Christian Lindholm – master of ‘design by reduction’

With little formal training, Christian Lindholm has designed ground breaking user interfaces for leading mobile phone brands. Sarah Frater catches up with a master of ‘design by reduction’ and a mean yachtsman

Designing something that an idiot could use may not sound like praise, but for Christian Lindholm it is the highest compliment. The director of the Red Dot award-winning convergence design consultancy Fjord smiles as he recounts the story of how Fjord worked with the BBC to transfer its hugely successful iPlayer service on to mobile phones, a service that went live in December, and how during the user trials one tester described the interface as so easy that ‘even an idiot could use it’.

‘It doesn’t get much better than that,’ Lindholm says, laughing as he picks his way through the unpacked boxes, hastily plonked sofas and Post-it-note-labelled meeting rooms that clutter Fjord’s new offices in London’s West End. ‘I think that’s going to be the main conference room,’ he says, thinking out loud, before returning to his theme – ‘I call it “of-course design”, something that’s so obvious that users can take it for granted,’ he explains.

After a tour of the new offices (‘This is where we have our “rumbles” – our thinking and research,’ he says), Lindholm settles in a large meeting room and lays three or four mobile phones on the table. There’s an Apple iPhone, a Nokia and a couple of unfamiliar models from Asia he’s snagged on his wide-ranging travels. As he speaks, they wink like hi-tech candles. Lindholm’s youthful informality and playful manner lull you into thinking that user-interface design must be like the entertainment we get from mobile phones themselves, and involve little more than creative freewheeling and international air travel. The industry’s confidentiality requirements compound this impression, as the technical and creative details are rigorously off-radar.

In fact, Lindholm has a keen understanding of mobile technology and the complexities of UI design, and a steely eye on their commercial possibilities. He is equally at home talking about haptic feedback, layered 3D graphical user interfaces, and ‘touch’ being mobile’s new ‘thin’. He then dissects international usage drivers (battery life and data-roaming costs), mulls where the next UI is coming from, and compares the strengths of Apple (‘It changed everything’) versus the South Koreans’ weaknesses (‘I do not see exactly their point of differentiation’).

Lindholm is well placed to comment. Prior to Fjord, he was vice-president of global mobile products at Yahoo, and before that he spent a formative decade at Nokia, where he was director of user interface. Lindholm is credited with inventing the Nokia Navi Key user interface, which substantially reduced the number of mobile phone keys and was used on hundreds of millions of the company’s products (does he get a royalty, you wonder?). Lindholm was also dubbed the ‘father of the Nokia Series 60 user interface’, the world’s most-used smartphone platform, and he created the Nokia Lifeblog, the multimedia diary. Strange, then, that he has no formal design or technology training. Instead, he has an MA in economics from the Hanken School of Economics in Helsinki, and spent a research stint at the London Business School’s Centre for Design Management. ‘My research interest was in how design, technology, usability and marketing affect product success in emerging markets where no dominant design has been established,’ he explains. ‘My passion is to make stuff easy and delightful to use.’

The past decade has given Lindholm plenty of scope for that, and the next ten years looks set to be equally fruitful. As well as Fjord’s work for clients – including the BBC, Yahoo and Capital Radio, plus a raft of confidential names (Lindholm claims that most of the things his consultancy works on he can’t talk about, and so go unrecognised) – he is chairman of a technology company called Tech21 Sensor, which creates touch sensor-enabling analogue controls for digital applications. If all that weren’t enough, he is an engaging blogger, and a technology columnist for Fortune magazine. How he fits in time for sailing is anybody’s guess, but he has won several Nordic championships and top-ten places in world championships in the Marblehead class.

Ask him about designing the interfaces for small user experiences, of funnelling the wealth of media content on to tiny mobile screens, and the massive market for mobile phones undreamt of only a decade ago, and he says it’s all about design by reduction. ‘It’s what you leave out,’ he says. ‘Things can always be simplified and made more appropriate. That makes them beautiful.’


TASK PROMPT: Work through the records that follow and return each line containing the word "xyxy".
──────── SUPPLIED RECORDS ────────
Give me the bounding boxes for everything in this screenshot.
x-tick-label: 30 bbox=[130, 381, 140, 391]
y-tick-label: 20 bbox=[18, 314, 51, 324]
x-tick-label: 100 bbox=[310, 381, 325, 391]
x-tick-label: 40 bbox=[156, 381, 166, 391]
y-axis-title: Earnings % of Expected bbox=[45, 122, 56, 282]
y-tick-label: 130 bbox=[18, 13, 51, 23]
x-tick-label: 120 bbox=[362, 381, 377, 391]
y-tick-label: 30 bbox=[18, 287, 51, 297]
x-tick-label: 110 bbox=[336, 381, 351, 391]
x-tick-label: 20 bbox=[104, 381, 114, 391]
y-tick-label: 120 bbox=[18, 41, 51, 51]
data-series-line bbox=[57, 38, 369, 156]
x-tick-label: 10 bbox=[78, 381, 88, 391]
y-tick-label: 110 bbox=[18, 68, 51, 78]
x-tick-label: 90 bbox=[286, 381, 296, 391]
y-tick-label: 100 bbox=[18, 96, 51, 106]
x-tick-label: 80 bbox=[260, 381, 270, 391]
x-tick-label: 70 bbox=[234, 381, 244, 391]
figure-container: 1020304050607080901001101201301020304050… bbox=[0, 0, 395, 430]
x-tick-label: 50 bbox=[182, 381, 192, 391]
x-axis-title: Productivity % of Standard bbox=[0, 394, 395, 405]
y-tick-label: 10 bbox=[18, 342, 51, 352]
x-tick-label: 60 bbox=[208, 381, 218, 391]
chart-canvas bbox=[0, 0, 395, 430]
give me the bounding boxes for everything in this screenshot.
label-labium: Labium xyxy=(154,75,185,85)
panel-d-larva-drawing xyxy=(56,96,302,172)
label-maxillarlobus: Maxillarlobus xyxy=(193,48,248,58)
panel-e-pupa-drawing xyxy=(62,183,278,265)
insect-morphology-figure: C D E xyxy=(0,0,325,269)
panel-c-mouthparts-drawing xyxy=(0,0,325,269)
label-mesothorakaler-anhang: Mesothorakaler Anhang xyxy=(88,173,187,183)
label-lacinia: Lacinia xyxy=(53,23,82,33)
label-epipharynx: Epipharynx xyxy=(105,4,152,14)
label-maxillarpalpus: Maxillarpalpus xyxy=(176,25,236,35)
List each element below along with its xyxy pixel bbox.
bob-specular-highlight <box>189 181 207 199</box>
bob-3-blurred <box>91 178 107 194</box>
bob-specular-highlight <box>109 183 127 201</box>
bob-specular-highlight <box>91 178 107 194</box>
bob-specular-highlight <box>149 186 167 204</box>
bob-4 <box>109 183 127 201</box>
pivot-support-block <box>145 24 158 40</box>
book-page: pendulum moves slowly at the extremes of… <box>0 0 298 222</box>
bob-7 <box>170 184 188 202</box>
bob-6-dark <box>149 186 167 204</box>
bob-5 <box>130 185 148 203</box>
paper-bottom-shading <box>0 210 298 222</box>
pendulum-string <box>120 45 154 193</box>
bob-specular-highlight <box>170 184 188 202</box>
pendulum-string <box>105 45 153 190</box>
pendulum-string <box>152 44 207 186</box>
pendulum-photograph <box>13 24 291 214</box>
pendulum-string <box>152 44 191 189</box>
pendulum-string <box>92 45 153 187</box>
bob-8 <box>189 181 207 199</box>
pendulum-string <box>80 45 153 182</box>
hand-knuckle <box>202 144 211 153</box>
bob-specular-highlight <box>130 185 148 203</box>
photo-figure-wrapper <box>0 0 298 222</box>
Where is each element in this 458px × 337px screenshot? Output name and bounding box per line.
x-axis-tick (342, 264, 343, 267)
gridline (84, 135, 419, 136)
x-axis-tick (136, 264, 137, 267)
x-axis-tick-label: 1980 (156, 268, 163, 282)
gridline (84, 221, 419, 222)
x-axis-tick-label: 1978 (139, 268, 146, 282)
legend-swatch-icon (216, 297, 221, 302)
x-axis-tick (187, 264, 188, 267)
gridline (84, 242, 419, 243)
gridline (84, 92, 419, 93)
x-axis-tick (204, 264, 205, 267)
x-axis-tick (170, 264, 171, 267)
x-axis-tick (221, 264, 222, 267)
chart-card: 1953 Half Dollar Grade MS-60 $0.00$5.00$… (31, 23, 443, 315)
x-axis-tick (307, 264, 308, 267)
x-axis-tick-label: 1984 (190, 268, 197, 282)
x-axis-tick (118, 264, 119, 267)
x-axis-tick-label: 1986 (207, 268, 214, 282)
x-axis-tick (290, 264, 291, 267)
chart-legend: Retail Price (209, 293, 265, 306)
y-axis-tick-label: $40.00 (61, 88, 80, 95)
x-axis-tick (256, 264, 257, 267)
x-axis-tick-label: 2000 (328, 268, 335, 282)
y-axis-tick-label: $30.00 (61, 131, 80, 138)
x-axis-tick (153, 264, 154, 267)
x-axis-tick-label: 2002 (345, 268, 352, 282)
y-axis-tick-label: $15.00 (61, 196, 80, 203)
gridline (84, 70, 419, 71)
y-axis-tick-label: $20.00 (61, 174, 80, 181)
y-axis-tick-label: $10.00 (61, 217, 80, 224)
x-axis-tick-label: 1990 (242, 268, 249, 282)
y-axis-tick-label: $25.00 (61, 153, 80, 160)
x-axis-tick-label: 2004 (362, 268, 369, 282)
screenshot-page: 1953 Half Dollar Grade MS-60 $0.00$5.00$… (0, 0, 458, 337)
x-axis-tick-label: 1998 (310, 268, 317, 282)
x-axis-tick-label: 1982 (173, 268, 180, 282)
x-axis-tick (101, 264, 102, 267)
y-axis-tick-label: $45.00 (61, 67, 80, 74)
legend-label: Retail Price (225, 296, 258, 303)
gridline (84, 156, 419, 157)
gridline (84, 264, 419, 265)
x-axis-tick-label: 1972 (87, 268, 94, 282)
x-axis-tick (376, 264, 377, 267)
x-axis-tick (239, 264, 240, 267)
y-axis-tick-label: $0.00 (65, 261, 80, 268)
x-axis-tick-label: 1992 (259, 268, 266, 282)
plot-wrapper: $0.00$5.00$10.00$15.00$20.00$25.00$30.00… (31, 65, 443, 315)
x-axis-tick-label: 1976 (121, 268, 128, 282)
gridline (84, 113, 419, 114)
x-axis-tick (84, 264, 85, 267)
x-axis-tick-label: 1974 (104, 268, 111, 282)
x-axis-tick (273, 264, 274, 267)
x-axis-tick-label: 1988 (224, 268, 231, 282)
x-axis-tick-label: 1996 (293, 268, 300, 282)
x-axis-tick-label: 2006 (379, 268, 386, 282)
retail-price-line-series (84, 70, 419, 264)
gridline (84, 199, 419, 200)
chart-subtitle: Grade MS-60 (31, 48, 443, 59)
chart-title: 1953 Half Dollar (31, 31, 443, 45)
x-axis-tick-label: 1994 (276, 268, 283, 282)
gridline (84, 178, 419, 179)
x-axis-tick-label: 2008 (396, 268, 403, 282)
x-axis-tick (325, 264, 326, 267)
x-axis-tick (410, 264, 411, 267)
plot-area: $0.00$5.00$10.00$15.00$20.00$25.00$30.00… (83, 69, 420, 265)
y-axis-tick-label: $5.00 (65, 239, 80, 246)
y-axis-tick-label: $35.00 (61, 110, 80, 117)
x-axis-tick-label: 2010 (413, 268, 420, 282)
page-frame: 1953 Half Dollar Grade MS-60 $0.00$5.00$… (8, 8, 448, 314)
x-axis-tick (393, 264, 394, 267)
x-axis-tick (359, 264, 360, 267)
────────
ANSWER FOR THIS EXERCISE:
label-labium: Labium xyxy=(154,75,185,85)
panel-d-larva-drawing xyxy=(56,96,302,172)
label-maxillarlobus: Maxillarlobus xyxy=(193,48,248,58)
panel-e-pupa-drawing xyxy=(62,183,278,265)
insect-morphology-figure: C D E xyxy=(0,0,325,269)
panel-c-mouthparts-drawing xyxy=(0,0,325,269)
label-mesothorakaler-anhang: Mesothorakaler Anhang xyxy=(88,173,187,183)
label-lacinia: Lacinia xyxy=(53,23,82,33)
label-epipharynx: Epipharynx xyxy=(105,4,152,14)
label-maxillarpalpus: Maxillarpalpus xyxy=(176,25,236,35)
List each element below along with its xyxy pixel bbox.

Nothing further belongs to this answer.